With all of the attention on Trump (how big will he win?), Kasich and Rubio (will they win their home states or be forced to drop out?) and Clinton and Sanders (will it continue to be a competitive contest?), not much attention has been paid to Cruz in the last few days – but he could wind up the evening’s biggest winner.
If either Kasich or Rubio drops out, preferably (from Cruz’s standpoint) both, that puts Cruz closer to the one-on-one contest his campaign believes it can prevail in, and he is also positioned to collect a large number of delegates tonight (but probably not as many as Trump).
The Wall Street Journal has been following Cruz, and it notes the strong ground game he is building in Missouri:
As rival politicians poured their energy into bigger states like Ohio and Florida, Republican presidential candidate Ted Cruz was determined not to overlook Missouri, hoping to unlock the support of voters focused on gun rights and religion.
With Missouri’s primary slated for Tuesday, Mr. Cruz deployed surrogates here tactically, sending his wife, Heidi, to speak at a Republican dinner outside of St. Louis on Saturday night and his father, Rafael Cruz, a preacher, to this city on Monday, stirring up voters who feared their rights to express their religious beliefs and to own guns were under siege….
Polls in Missouri suggest that Republican front-runner Donald Trump may have an edge over Mr. Cruz. But unlike winner-take-all states like Ohio, Missouri will award delegates on a proportional basis, meaning the strategically oriented Mr. Cruz could still have something to show for his efforts in the Show Me State….

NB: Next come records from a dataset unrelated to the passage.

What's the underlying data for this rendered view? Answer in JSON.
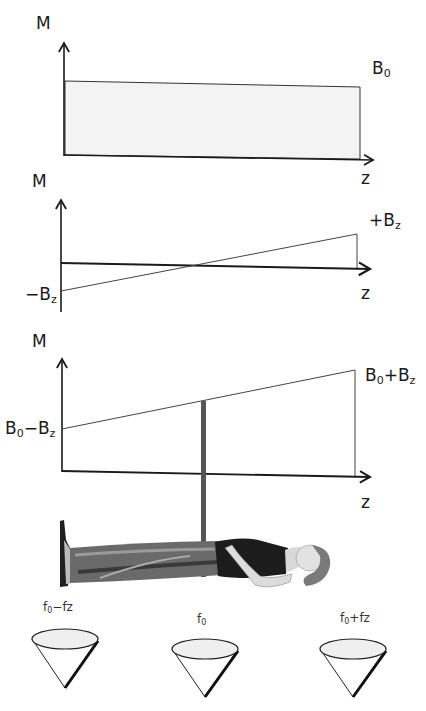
{
  "panels": [
    {
      "id": "uniform-field",
      "y_axis_label": "M",
      "x_axis_label": "z",
      "field_label": {
        "base": "B",
        "sub": "0",
        "rest": ""
      },
      "description": "Uniform main magnetic field B0 along z"
    },
    {
      "id": "gradient-field",
      "y_axis_label": "M",
      "x_axis_label": "z",
      "positive_label": {
        "prefix": "+B",
        "sub": "z"
      },
      "negative_label": {
        "prefix": "−B",
        "sub": "z"
      },
      "description": "Linear gradient field from -Bz to +Bz"
    },
    {
      "id": "combined-field",
      "y_axis_label": "M",
      "x_axis_label": "z",
      "left_label": {
        "a": "B",
        "a_sub": "0",
        "op": "−",
        "b": "B",
        "b_sub": "z"
      },
      "right_label": {
        "a": "B",
        "a_sub": "0",
        "op": "+",
        "b": "B",
        "b_sub": "z"
      },
      "description": "Combined field B0 + gradient"
    }
  ],
  "cones": [
    {
      "label": {
        "a": "f",
        "a_sub": "0",
        "rest": "−fz"
      }
    },
    {
      "label": {
        "a": "f",
        "a_sub": "0",
        "rest": ""
      }
    },
    {
      "label": {
        "a": "f",
        "a_sub": "0",
        "rest": "+fz"
      }
    }
  ],
  "colors": {
    "line": "#1a1a1a",
    "thin_line": "#444444",
    "rect_fill": "#f3f3f3",
    "slice_bar": "#555555",
    "cone_fill": "#eeeeee"
  }
}
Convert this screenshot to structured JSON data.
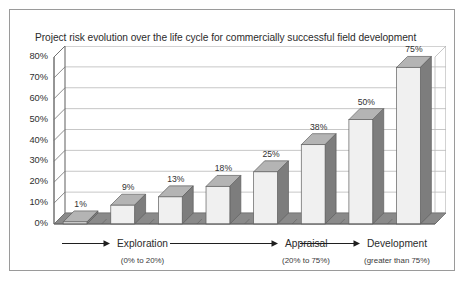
{
  "chart_data": {
    "type": "bar",
    "title": "Project risk evolution over the life cycle for commercially successful field development",
    "xlabel": "",
    "ylabel": "",
    "ylim": [
      0,
      80
    ],
    "grid": true,
    "legend": "none",
    "style": "3d-column",
    "categories": [
      "1",
      "2",
      "3",
      "4",
      "5",
      "6",
      "7",
      "8"
    ],
    "values": [
      1,
      9,
      13,
      18,
      25,
      38,
      50,
      75
    ],
    "data_labels": [
      "1%",
      "9%",
      "13%",
      "18%",
      "25%",
      "38%",
      "50%",
      "75%"
    ],
    "yticks": [
      0,
      10,
      20,
      30,
      40,
      50,
      60,
      70,
      80
    ],
    "ytick_labels": [
      "0%",
      "10%",
      "20%",
      "30%",
      "40%",
      "50%",
      "60%",
      "70%",
      "80%"
    ],
    "annotations": [
      {
        "name": "Exploration",
        "range": "(0% to 20%)"
      },
      {
        "name": "Appraisal",
        "range": "(20% to 75%)"
      },
      {
        "name": "Development",
        "range": "(greater than 75%)"
      }
    ]
  },
  "colors": {
    "bar_front": "#f0f0f0",
    "bar_side": "#7d7d7d",
    "bar_top": "#b4b4b4",
    "floor": "#8a8a8a",
    "gridline": "#b9b9b9",
    "axis": "#6e6e6e",
    "frame_border": "#9a9a9a",
    "text": "#2b2b2b",
    "background": "#ffffff"
  }
}
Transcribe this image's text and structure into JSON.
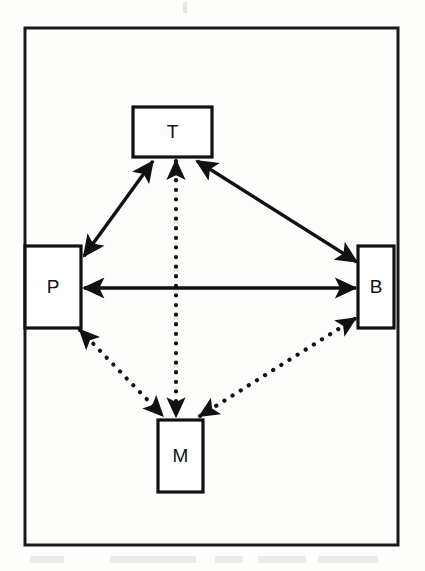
{
  "diagram": {
    "frame": {
      "name": "outer-border",
      "x": 25,
      "y": 28,
      "width": 373,
      "height": 517,
      "stroke_color": "#1a1a1a",
      "stroke_width": 3
    },
    "background_color": "#fdfdfc",
    "nodes": [
      {
        "id": "T",
        "label": "T",
        "position": "top",
        "x": 133,
        "y": 107,
        "width": 79,
        "height": 50,
        "stroke_color": "#111111",
        "fill_color": "#ffffff",
        "stroke_width": 3.2
      },
      {
        "id": "P",
        "label": "P",
        "position": "left",
        "x": 25,
        "y": 246,
        "width": 56,
        "height": 82,
        "stroke_color": "#111111",
        "fill_color": "#ffffff",
        "stroke_width": 3.2
      },
      {
        "id": "B",
        "label": "B",
        "position": "right",
        "x": 358,
        "y": 246,
        "width": 36,
        "height": 82,
        "stroke_color": "#111111",
        "fill_color": "#ffffff",
        "stroke_width": 3.2
      },
      {
        "id": "M",
        "label": "M",
        "position": "bottom",
        "x": 158,
        "y": 420,
        "width": 45,
        "height": 72,
        "stroke_color": "#111111",
        "fill_color": "#ffffff",
        "stroke_width": 3.2
      }
    ],
    "edges": [
      {
        "id": "P-T",
        "from": "P",
        "to": "T",
        "style": "solid",
        "direction": "bidirectional",
        "x1": 84,
        "y1": 256,
        "x2": 153,
        "y2": 161,
        "color": "#111111"
      },
      {
        "id": "T-B",
        "from": "T",
        "to": "B",
        "style": "solid",
        "direction": "bidirectional",
        "x1": 197,
        "y1": 161,
        "x2": 357,
        "y2": 262,
        "color": "#111111"
      },
      {
        "id": "P-B",
        "from": "P",
        "to": "B",
        "style": "solid",
        "direction": "bidirectional",
        "x1": 84,
        "y1": 288,
        "x2": 356,
        "y2": 288,
        "color": "#111111"
      },
      {
        "id": "T-M",
        "from": "T",
        "to": "M",
        "style": "dotted",
        "direction": "bidirectional",
        "x1": 176,
        "y1": 161,
        "x2": 176,
        "y2": 417,
        "color": "#111111"
      },
      {
        "id": "P-M",
        "from": "P",
        "to": "M",
        "style": "dotted",
        "direction": "bidirectional",
        "x1": 80,
        "y1": 330,
        "x2": 163,
        "y2": 416,
        "color": "#111111"
      },
      {
        "id": "M-B",
        "from": "M",
        "to": "B",
        "style": "dotted",
        "direction": "bidirectional",
        "x1": 200,
        "y1": 416,
        "x2": 356,
        "y2": 318,
        "color": "#111111"
      }
    ]
  }
}
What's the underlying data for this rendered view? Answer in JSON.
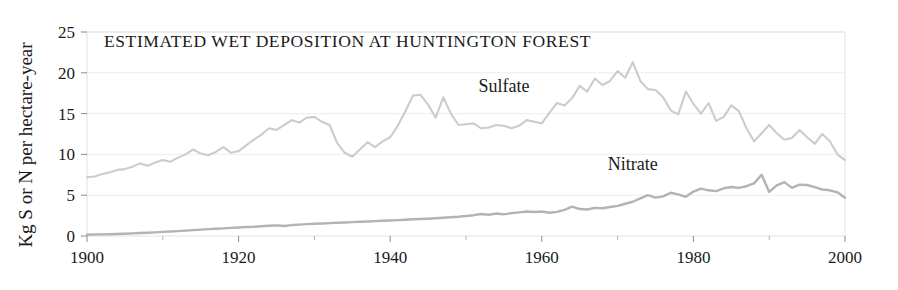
{
  "chart_data": {
    "type": "line",
    "title": "ESTIMATED  WET DEPOSITION AT HUNTINGTON FOREST",
    "xlabel": "",
    "ylabel": "Kg S or N per hectare-year",
    "xlim": [
      1900,
      2000
    ],
    "ylim": [
      0,
      25
    ],
    "xticks": [
      1900,
      1920,
      1940,
      1960,
      1980,
      2000
    ],
    "xtick_labels": [
      "1900",
      "1920",
      "1940",
      "1960",
      "1980",
      "2000"
    ],
    "xminor_ticks": [
      1910,
      1930,
      1950,
      1970,
      1990
    ],
    "yticks": [
      0,
      5,
      10,
      15,
      20,
      25
    ],
    "ytick_labels": [
      "0",
      "5",
      "10",
      "15",
      "20",
      "25"
    ],
    "grid": "horizontal-major-faint",
    "legend_position": "inline-annotations",
    "colors": {
      "sulfate_line": "#cccccc",
      "nitrate_line": "#b3b3b3",
      "gridline": "#ededed",
      "frame": "#e2e2e2",
      "text": "#1a1a1a",
      "background": "#ffffff"
    },
    "annotations": [
      {
        "text": "Sulfate",
        "x": 1955,
        "y": 17.6
      },
      {
        "text": "Nitrate",
        "x": 1972,
        "y": 8.1
      }
    ],
    "x": [
      1900,
      1901,
      1902,
      1903,
      1904,
      1905,
      1906,
      1907,
      1908,
      1909,
      1910,
      1911,
      1912,
      1913,
      1914,
      1915,
      1916,
      1917,
      1918,
      1919,
      1920,
      1921,
      1922,
      1923,
      1924,
      1925,
      1926,
      1927,
      1928,
      1929,
      1930,
      1931,
      1932,
      1933,
      1934,
      1935,
      1936,
      1937,
      1938,
      1939,
      1940,
      1941,
      1942,
      1943,
      1944,
      1945,
      1946,
      1947,
      1948,
      1949,
      1950,
      1951,
      1952,
      1953,
      1954,
      1955,
      1956,
      1957,
      1958,
      1959,
      1960,
      1961,
      1962,
      1963,
      1964,
      1965,
      1966,
      1967,
      1968,
      1969,
      1970,
      1971,
      1972,
      1973,
      1974,
      1975,
      1976,
      1977,
      1978,
      1979,
      1980,
      1981,
      1982,
      1983,
      1984,
      1985,
      1986,
      1987,
      1988,
      1989,
      1990,
      1991,
      1992,
      1993,
      1994,
      1995,
      1996,
      1997,
      1998,
      1999,
      2000
    ],
    "series": [
      {
        "name": "Sulfate",
        "color": "#cccccc",
        "values": [
          7.2,
          7.3,
          7.6,
          7.8,
          8.1,
          8.2,
          8.5,
          8.9,
          8.6,
          9.0,
          9.3,
          9.1,
          9.6,
          10.0,
          10.6,
          10.1,
          9.9,
          10.3,
          10.9,
          10.2,
          10.4,
          11.1,
          11.8,
          12.4,
          13.2,
          13.0,
          13.6,
          14.2,
          13.9,
          14.5,
          14.6,
          14.0,
          13.6,
          11.4,
          10.2,
          9.7,
          10.6,
          11.5,
          10.9,
          11.6,
          12.1,
          13.5,
          15.3,
          17.2,
          17.3,
          16.1,
          14.5,
          17.0,
          15.0,
          13.6,
          13.7,
          13.8,
          13.2,
          13.3,
          13.6,
          13.5,
          13.2,
          13.5,
          14.2,
          14.0,
          13.8,
          15.1,
          16.3,
          16.0,
          16.9,
          18.4,
          17.7,
          19.3,
          18.5,
          19.0,
          20.2,
          19.4,
          21.3,
          19.0,
          18.0,
          17.9,
          17.0,
          15.4,
          14.9,
          17.7,
          16.2,
          15.0,
          16.3,
          14.1,
          14.6,
          16.0,
          15.3,
          13.2,
          11.6,
          12.6,
          13.6,
          12.6,
          11.8,
          12.0,
          13.0,
          12.1,
          11.3,
          12.5,
          11.6,
          10.0,
          9.3
        ]
      },
      {
        "name": "Nitrate",
        "color": "#b3b3b3",
        "values": [
          0.15,
          0.18,
          0.2,
          0.22,
          0.25,
          0.28,
          0.32,
          0.36,
          0.4,
          0.44,
          0.5,
          0.55,
          0.6,
          0.66,
          0.72,
          0.78,
          0.84,
          0.88,
          0.94,
          1.0,
          1.05,
          1.1,
          1.14,
          1.2,
          1.26,
          1.3,
          1.22,
          1.34,
          1.4,
          1.45,
          1.5,
          1.54,
          1.58,
          1.62,
          1.66,
          1.7,
          1.74,
          1.78,
          1.82,
          1.86,
          1.9,
          1.95,
          2.0,
          2.05,
          2.08,
          2.12,
          2.18,
          2.24,
          2.3,
          2.36,
          2.45,
          2.55,
          2.7,
          2.6,
          2.75,
          2.65,
          2.8,
          2.9,
          3.0,
          2.95,
          3.0,
          2.85,
          2.95,
          3.2,
          3.6,
          3.3,
          3.25,
          3.45,
          3.4,
          3.55,
          3.7,
          3.95,
          4.2,
          4.6,
          5.0,
          4.7,
          4.85,
          5.3,
          5.1,
          4.8,
          5.45,
          5.8,
          5.6,
          5.5,
          5.85,
          6.0,
          5.9,
          6.1,
          6.45,
          7.5,
          5.4,
          6.2,
          6.6,
          5.9,
          6.3,
          6.25,
          6.0,
          5.7,
          5.6,
          5.35,
          4.7
        ]
      }
    ]
  }
}
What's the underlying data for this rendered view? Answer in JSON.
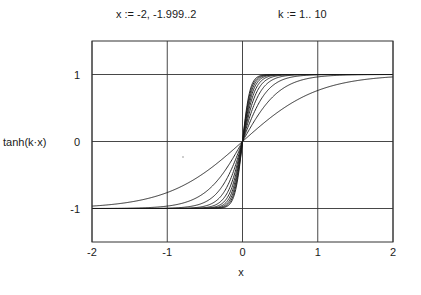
{
  "definitions": {
    "x_range": "x := -2, -1.999..2",
    "k_range": "k := 1.. 10"
  },
  "chart_data": {
    "type": "line",
    "title": "",
    "function": "tanh(k·x)",
    "xlabel": "x",
    "ylabel": "tanh(k·x)",
    "xlim": [
      -2,
      2
    ],
    "ylim": [
      -1.5,
      1.5
    ],
    "x_ticks": [
      -2,
      -1,
      0,
      1,
      2
    ],
    "x_tick_labels": [
      "-2",
      "-1",
      "0",
      "1",
      "2"
    ],
    "y_ticks": [
      -1,
      0,
      1
    ],
    "y_tick_labels": [
      "-1",
      "0",
      "1"
    ],
    "grid": true,
    "legend": false,
    "x_start": -2,
    "x_step": 0.001,
    "x_end": 2,
    "series": [
      {
        "name": "k=1",
        "k": 1
      },
      {
        "name": "k=2",
        "k": 2
      },
      {
        "name": "k=3",
        "k": 3
      },
      {
        "name": "k=4",
        "k": 4
      },
      {
        "name": "k=5",
        "k": 5
      },
      {
        "name": "k=6",
        "k": 6
      },
      {
        "name": "k=7",
        "k": 7
      },
      {
        "name": "k=8",
        "k": 8
      },
      {
        "name": "k=9",
        "k": 9
      },
      {
        "name": "k=10",
        "k": 10
      }
    ],
    "line_color": "#1a1a1a",
    "grid_color": "#333333"
  }
}
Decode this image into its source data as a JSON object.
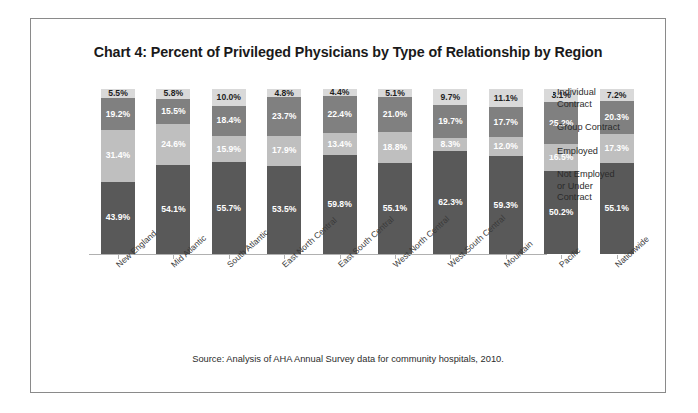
{
  "frame": {
    "title": "Chart 4: Percent of Privileged Physicians by Type of Relationship by Region",
    "source": "Source: Analysis of AHA Annual Survey data for community hospitals, 2010."
  },
  "legend": {
    "items": [
      {
        "label": "Individual Contract",
        "color": "#d9d9d9"
      },
      {
        "label": "Group Contract",
        "color": "#808080"
      },
      {
        "label": "Employed",
        "color": "#bfbfbf"
      },
      {
        "label": "Not Employed or Under Contract",
        "color": "#595959"
      }
    ]
  },
  "chart_data": {
    "type": "bar",
    "title": "Chart 4: Percent of Privileged Physicians by Type of Relationship by Region",
    "subtitle": "",
    "xlabel": "",
    "ylabel": "",
    "ylim": [
      0,
      100
    ],
    "grid": false,
    "stacked": true,
    "legend_position": "right",
    "categories": [
      "New England",
      "Mid Atlantic",
      "South Atlantic",
      "East North Central",
      "East South Central",
      "West North Central",
      "West South Central",
      "Mountain",
      "Pacific",
      "Nationwide"
    ],
    "series": [
      {
        "name": "Individual Contract",
        "color": "#d9d9d9",
        "values": [
          5.5,
          5.8,
          10.0,
          4.8,
          4.4,
          5.1,
          9.7,
          11.1,
          8.1,
          7.2
        ],
        "labels": [
          "5.5%",
          "5.8%",
          "10.0%",
          "4.8%",
          "4.4%",
          "5.1%",
          "9.7%",
          "11.1%",
          "8.1%",
          "7.2%"
        ]
      },
      {
        "name": "Group Contract",
        "color": "#808080",
        "values": [
          19.2,
          15.5,
          18.4,
          23.7,
          22.4,
          21.0,
          19.7,
          17.7,
          25.2,
          20.3
        ],
        "labels": [
          "19.2%",
          "15.5%",
          "18.4%",
          "23.7%",
          "22.4%",
          "21.0%",
          "19.7%",
          "17.7%",
          "25.2%",
          "20.3%"
        ]
      },
      {
        "name": "Employed",
        "color": "#bfbfbf",
        "values": [
          31.4,
          24.6,
          15.9,
          17.9,
          13.4,
          18.8,
          8.3,
          12.0,
          16.5,
          17.3
        ],
        "labels": [
          "31.4%",
          "24.6%",
          "15.9%",
          "17.9%",
          "13.4%",
          "18.8%",
          "8.3%",
          "12.0%",
          "16.5%",
          "17.3%"
        ]
      },
      {
        "name": "Not Employed or Under Contract",
        "color": "#595959",
        "values": [
          43.9,
          54.1,
          55.7,
          53.5,
          59.8,
          55.1,
          62.3,
          59.3,
          50.2,
          55.1
        ],
        "labels": [
          "43.9%",
          "54.1%",
          "55.7%",
          "53.5%",
          "59.8%",
          "55.1%",
          "62.3%",
          "59.3%",
          "50.2%",
          "55.1%"
        ]
      }
    ]
  }
}
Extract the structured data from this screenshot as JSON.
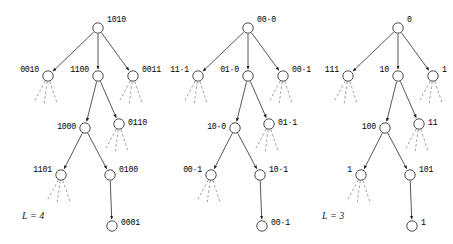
{
  "figure": {
    "background_color": "#ffffff",
    "edge_color": "#2b2b2b",
    "dashed_edge_color": "#8a8a8a",
    "node_fill": "#ffffff"
  },
  "trees": [
    {
      "id": "tree-1",
      "level_label": "L = 4",
      "root": {
        "label": "1010"
      },
      "level2": [
        {
          "label": "0010",
          "side": "left"
        },
        {
          "label": "1100",
          "side": "middle"
        },
        {
          "label": "0011",
          "side": "right"
        }
      ],
      "level3": [
        {
          "label": "1000",
          "side": "left"
        },
        {
          "label": "0110",
          "side": "right"
        }
      ],
      "level4": [
        {
          "label": "1101",
          "side": "left"
        },
        {
          "label": "0100",
          "side": "right"
        }
      ],
      "leaf": {
        "label": "0001"
      }
    },
    {
      "id": "tree-2",
      "level_label": "",
      "root": {
        "label": "00·0"
      },
      "level2": [
        {
          "label": "11·1",
          "side": "left"
        },
        {
          "label": "01·0",
          "side": "middle"
        },
        {
          "label": "00·1",
          "side": "right"
        }
      ],
      "level3": [
        {
          "label": "10·0",
          "side": "left"
        },
        {
          "label": "01·1",
          "side": "right"
        }
      ],
      "level4": [
        {
          "label": "00·1",
          "side": "left"
        },
        {
          "label": "10·1",
          "side": "right"
        }
      ],
      "leaf": {
        "label": "00·1"
      }
    },
    {
      "id": "tree-3",
      "level_label": "L = 3",
      "root": {
        "label": "0"
      },
      "level2": [
        {
          "label": "111",
          "side": "left"
        },
        {
          "label": "10",
          "side": "middle"
        },
        {
          "label": "1",
          "side": "right"
        }
      ],
      "level3": [
        {
          "label": "100",
          "side": "left"
        },
        {
          "label": "11",
          "side": "right"
        }
      ],
      "level4": [
        {
          "label": "1",
          "side": "left"
        },
        {
          "label": "101",
          "side": "right"
        }
      ],
      "leaf": {
        "label": "1"
      }
    }
  ]
}
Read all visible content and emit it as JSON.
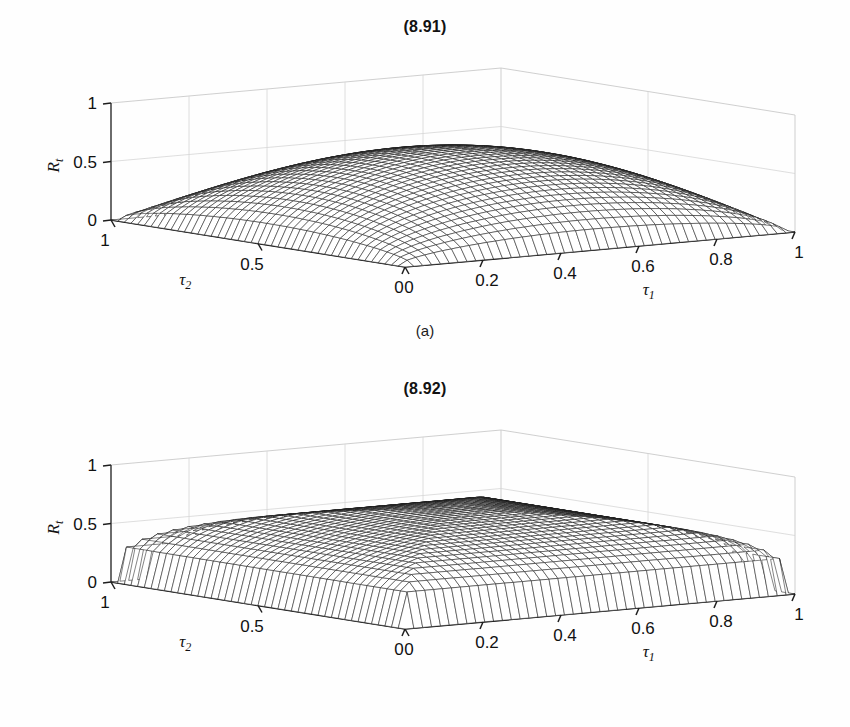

Mr. Trump held a rally in Kansas City on Saturday, while contenders John Kasich, the Ohio governor, and Florida Sen. Marco Rubio have less of a visible presence here, disappointing some Missouri Republicans who prefer the two men but fear that supporting either would waste a vote. But Mr. Cruz, who appealed to voters at his own event in a St. Louis suburb on Saturday, is clearly playing to win in Missouri. His pathway for success could lie in part with evangelicals, who voted for Republican presidential candidate Mike Huckabee in the 2008 primary, nearly helping him defeat John McCain, the eventual nominee….
Another ingredient is what Republicans see as Mr. Cruz’s superior ground game, which was on display Saturday night at a dinner that attracted this state’s political stars. Mr. Cruz had posters plastered around a room at which there was little evidence that rival presidential campaigns were hustling for Missouri primary voters.
Last week’s contests did little to clarify the race on either side, but after today’s contests it’s likely that several storylines will develop or be cemented that could frame the nomination fight in both parties until the conventions.